At the forefront of India’s deep-tech revolution is IITM Pravartak Technologies Foundation, an entity backed by IIT Madras and the DST, focused on turning high-end research into real-world impact. Dr. M. J. Shankar Raman, Chief Manager – Technical, articulates the foundation’s unique, hands-on incubation philosophy: “We nurture every startup like a child.”
In an ecosystem often obsessed with valuation and technology for its own sake, Pravartak champions a different metric for success. For them, it’s not about how many companies they incubate, but about “how many are still standing five years later.”
The IITM Pravartak Model: Beyond Funding and Space
Pravartak’s incubation model goes far deeper than simply providing funding and office space. It is a commitment to ensuring survivability in the highly competitive deep-tech landscape:
1. Hands-On, Embedded Guidance
- Pravartak actively embeds with startups, offering daily guidance for up to two years.
- Projects are co-developed with IIT faculty and industry experts, ensuring that the innovation has real-world relevance.
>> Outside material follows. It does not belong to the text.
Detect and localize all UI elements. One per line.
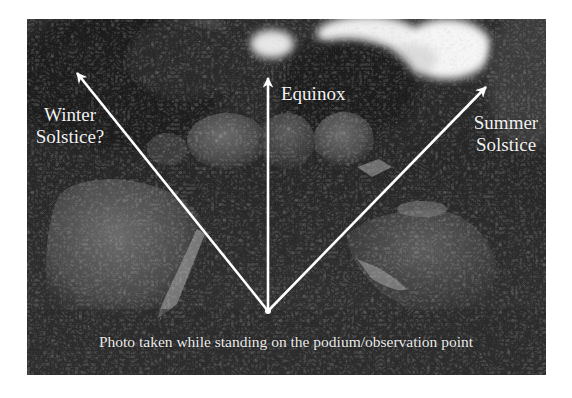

- The focus is on building responsible entrepreneurs; they charge a nominal fee for business or marketing support to instill financial discipline and the understanding that every service has value.
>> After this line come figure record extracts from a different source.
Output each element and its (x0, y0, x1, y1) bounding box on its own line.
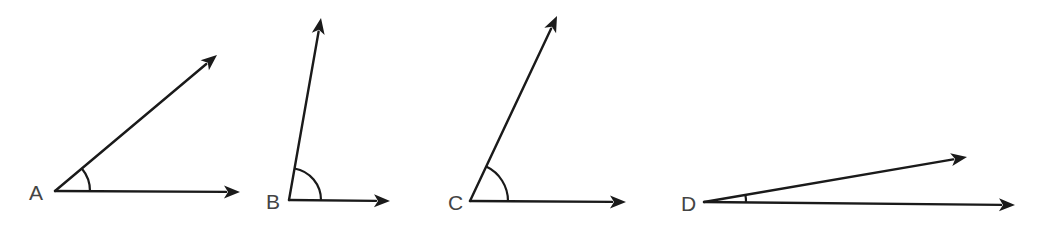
arm-ray (470, 29, 551, 201)
angle-diagram: ABCD (0, 0, 1044, 230)
base-ray (470, 201, 612, 202)
angle-c: C (448, 16, 626, 214)
angle-arc (82, 168, 90, 191)
arm-ray (704, 159, 953, 202)
angle-b: B (266, 18, 390, 213)
arm-ray (289, 32, 319, 200)
vertex-label: B (266, 190, 280, 213)
arm-ray (55, 64, 206, 191)
base-ray (55, 191, 226, 192)
vertex-label: A (29, 181, 43, 204)
angle-arc (486, 167, 508, 202)
angle-arc (745, 195, 746, 202)
angle-d: D (681, 153, 1015, 215)
vertex-label: D (681, 192, 696, 215)
angle-arc (295, 168, 321, 200)
base-ray (704, 202, 1001, 205)
base-ray (289, 200, 376, 201)
angle-a: A (29, 55, 240, 204)
vertex-label: C (448, 191, 463, 214)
2. The Customer is the Catalyst
Dr. Shankar Raman is clear: “Technology helps, but listening to the customer builds real ventures.” This ethos is integrated into their vetting and development process:
- Vetting for Viability: Every idea must pass a two-stage filter: a technical committee for feasibility and a business panel for market potential.
- GDC Cohort Programme: Every incubatee must validate their market fit through the GDC (Global Development Centre/Cohort) programme, which reinforces a customer-centric mindset.
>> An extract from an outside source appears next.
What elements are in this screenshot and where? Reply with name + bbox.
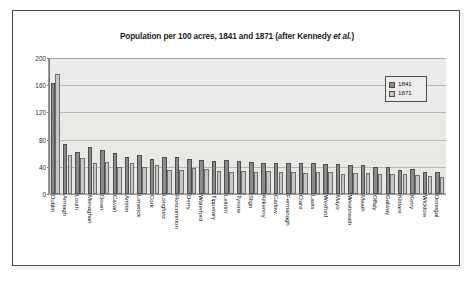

- The Litmus Test: They don’t rely on theoretical revenue projections. What truly matters is: “Can your product genuinely solve a customer’s problem?” If the answer is yes, they believe the business will grow organically.
Solving India’s Problems with India’s Solutions
Pravartak’s focus is on translational R&D—taking technology from the lab to the market to solve India-specific problems.
- Intelligent Adaptation: They refuse to blindly import Western tech models. For example, instead of focusing on 5G for high-speed highways, they look at cost-effective solutions tailored for India’s lower-speed, localized context.
- Affordable Deep-Tech: This philosophy leads to innovations like developing low-cost digital telescopes for cardiac diagnostics, targeting a price of ₹50,000 instead of the standard ₹85,000+ systems.
- Strategic Pivots: They apply “deep business thinking.” The student-led Hyperloop project was pivoted from a financially risky passenger transport model to a goods transport model, which has fewer regulatory hurdles and better margins, making the technology viable.
Crossing the ‘Valley of Death’
For deep-tech startups, the biggest challenge lies in the “Valley of Death” (typically years 3 to 5), where many fail due to a lack of cash flow. Pravartak tackles this proactively:
- Early Cash Flow: They focus on securing cash inflow by Year 2 by facilitating early service contracts or pilot deployments with customers.
- Collaborative Ecosystem: They negotiate bulk licenses for costly tools (like EDA software) and offer access to advanced labs, ensuring startups gain early access to infrastructure they couldn’t otherwise afford.
The commitment is clear: to ensure that innovation doesn’t just stay in the lab, but transforms into an impactful, sustainable business that is built on passion, adaptability, and, above all, customer empathy.